A complete handprint has been discovered on the base of a clay funerary model house in the collection of the Fitzwilliam Museum in Cambridge. It was left by the potter who crafted the miniature clay building between 3,400 and 4,000 years ago, likely by accident when the artifact was moved from the workshop to a dry out before being fired in the kiln. Ancient fingerprints and paw prints left in clay are not uncommon, but a complete handprint is exceedingly rare, and this is the first one found on an Egyptian artifact.
Known as a “soul house,” the model features two levels with supporting pillars and two curving staircases on the front left leading to the second floor and the roof. Little clay offerings are embedded in the floor of the courtyard of the house, and what looks like an entrance walkway with walled edges is believed to have been used as a spout to pour libations.

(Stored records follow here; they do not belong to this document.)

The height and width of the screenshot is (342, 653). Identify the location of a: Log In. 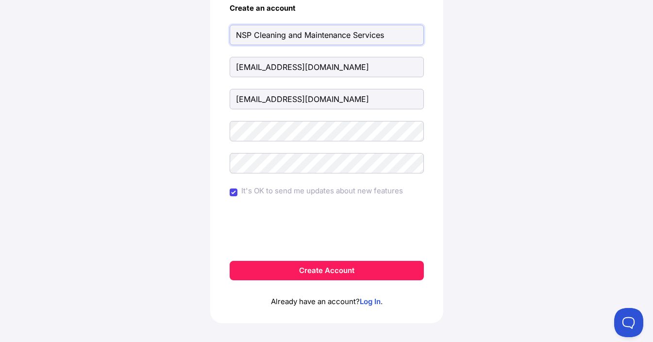
(370, 301).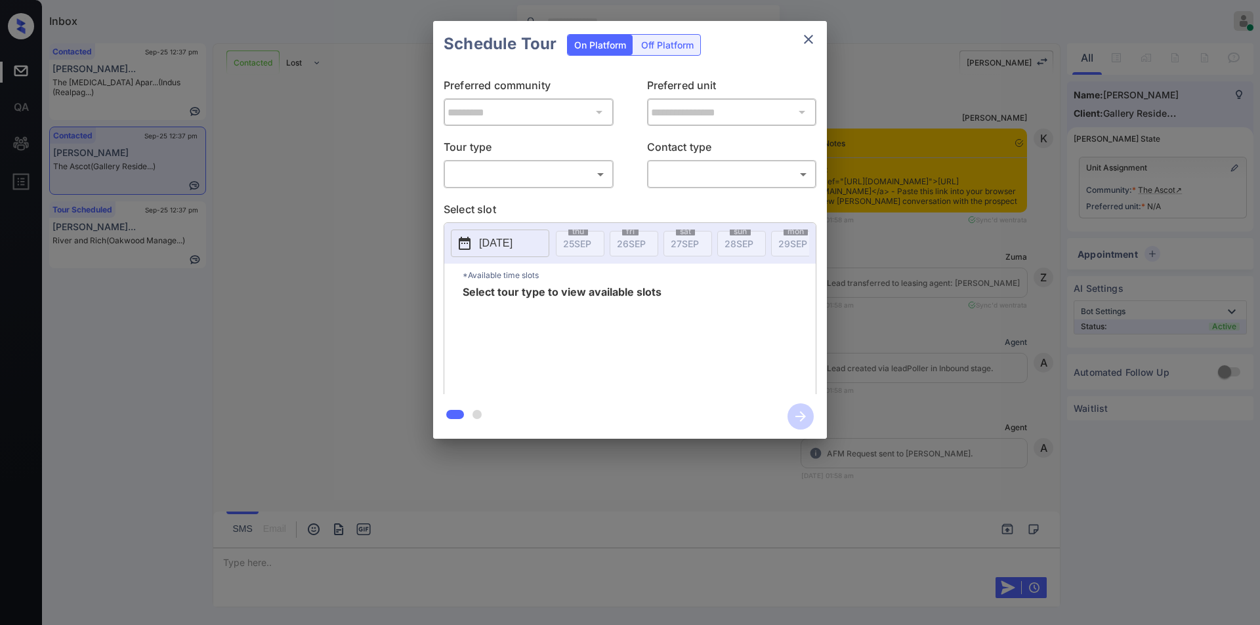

It was discovered in a rock-carved tomb at Deir Rifa, a village about 175 miles north of Luxor that was the capital of the 11th Upper Egyptian province during Egypt’s First Intermediate Period and Middle Kingdom (2055-1650 B.C.). William Flinders Petrie unearthed a number of these model dwellings in burials of commoners from this period in his 1907 excavation at Rifa. He is the one who coined the term “soul houses.”
Egyptologists believe the houses may have been used to leave food offerings. They were placed on top of the burial shaft, which suggests they may have been inexpensive representations of chapels built in the tombs of the wealthy. They could also by symbols of the souls returning to their homes in the afterlife.
Curators found the handprint while examining the soul house before its inclusion in the museum’s Made in Ancient Egypt exhibition this fall. Fitzwilliam Museum Egyptologists determined that the two-story structure was built on a framework of wooden sticks coated with clay. The steps of the staircase were formed by pinching the wet clay. The wooden framework was incinerated during the firing process, leaving hollow pillars and empty spaces behind.
Unlike many other ancient Egyptian crafts, relatively few details of potters at work survive which makes the discovery of a complete handprint even more important. The ready availability and generally low value of pottery, as well as the fact that potters worked with clay, may have affected their status.
Clay was a commonly found material, either deposited by the Nile as silt, or as shale – a stone that occurred under or between the layers of limestone rock in the desert. The shale would be processed to make a clay known as marl by soaking it in water before kneading by hand or underfoot.
The lives and histories of Egyptian rulers have received a great deal of attention but the makers of the artefacts themselves are often overlooked. Made in Ancient Egypt will show who those people were, how they thought of themselves and what other Egyptians thought of them.